Projects in Previous Years

1st Semester 2023/24: Philosophical Foundations of Explanation

Instructors
Dean McHugh
ECTS
6
Description

All humans by nature desire to know why things happen. Children go through a why-phase (and some, it is said, never grow out of it). We seek to explain; to be reasonable, rational animals. What principles underlie our practice of giving and interpreting explanations?

We will approach this question using tools from philosophy, logic and linguistics. In particular, we will discuss what the words cause and because mean, and what information we take into account when we interpret them; that is, what information a causal model should contain.

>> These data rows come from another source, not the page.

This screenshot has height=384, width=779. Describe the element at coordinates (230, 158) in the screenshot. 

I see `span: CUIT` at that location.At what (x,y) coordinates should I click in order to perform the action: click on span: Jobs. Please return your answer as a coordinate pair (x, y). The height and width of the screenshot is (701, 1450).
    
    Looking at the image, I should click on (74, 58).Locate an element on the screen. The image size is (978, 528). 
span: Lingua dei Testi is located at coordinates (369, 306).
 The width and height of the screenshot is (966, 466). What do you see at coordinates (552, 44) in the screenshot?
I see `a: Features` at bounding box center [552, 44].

This will require diving into the nature of hypothetical reasoning. For a common idea is that when we interpret an explanation, we imagine scenarios where the explanatory factor is present and scenarios where it is absent, and compare what happens in each. For example, when we interpret a sentence like “Sea levels are rising because we continue to burn fossil fuels”, the thought is that we imagine scenarios where we continue to burn fossil fuels and scenarios where we do not, and compare them. In this course we will discuss the principles underlying which scenarios we choose to consider, and what exact kind of comparison we use.

Along the way we will discuss new developments in the semantics of conditionals, evaluating proposals based on similarity, premise semantics and truthmaker semantics.

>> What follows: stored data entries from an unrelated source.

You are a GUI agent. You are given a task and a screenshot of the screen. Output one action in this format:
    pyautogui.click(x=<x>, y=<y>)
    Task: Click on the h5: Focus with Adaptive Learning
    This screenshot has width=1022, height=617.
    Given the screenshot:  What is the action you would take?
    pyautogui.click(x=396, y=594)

If time permits, we will discuss other areas where explanation plays an important role, such as the nature of moral responsibility and legal cases where there has been disagreement over how to interpret explanations.

Organisation

The first two weeks (January 8–19) will consist of lectures, with three lectures per week. There will then be supervision meetings for students to come up with their own research questions. There will be student presentations in week 3, and time to write a research paper in week 4.

Assessment

The assessment for this project will be a presentation during week 3 and a paper (written individually or in groups) submitted at the end of week 4.

References

 

Sander Beckers & Joost Vennekens (2018). A principled approach to defining actual causation. Synthese.

Matthew Braham & Martin van Hees (2012). An anatomy of moral responsibility. Mind.

Kit Fine (2017). Truthmaker semantics. In the Blackwell Companion to the Philosophy of Language.

Ned Hall (2004). Two concepts of causation. In Causation and Counterfactuals.

Irene Heim & Kain von Fintel (2011), Intensional Semantics. MIT textbook.

Angelika Kratzer (2012). Modals and Conditionals. Oxford University Press.

Judea Pearl & Dana Mackenzie (2018). The Book of Why. Penguin.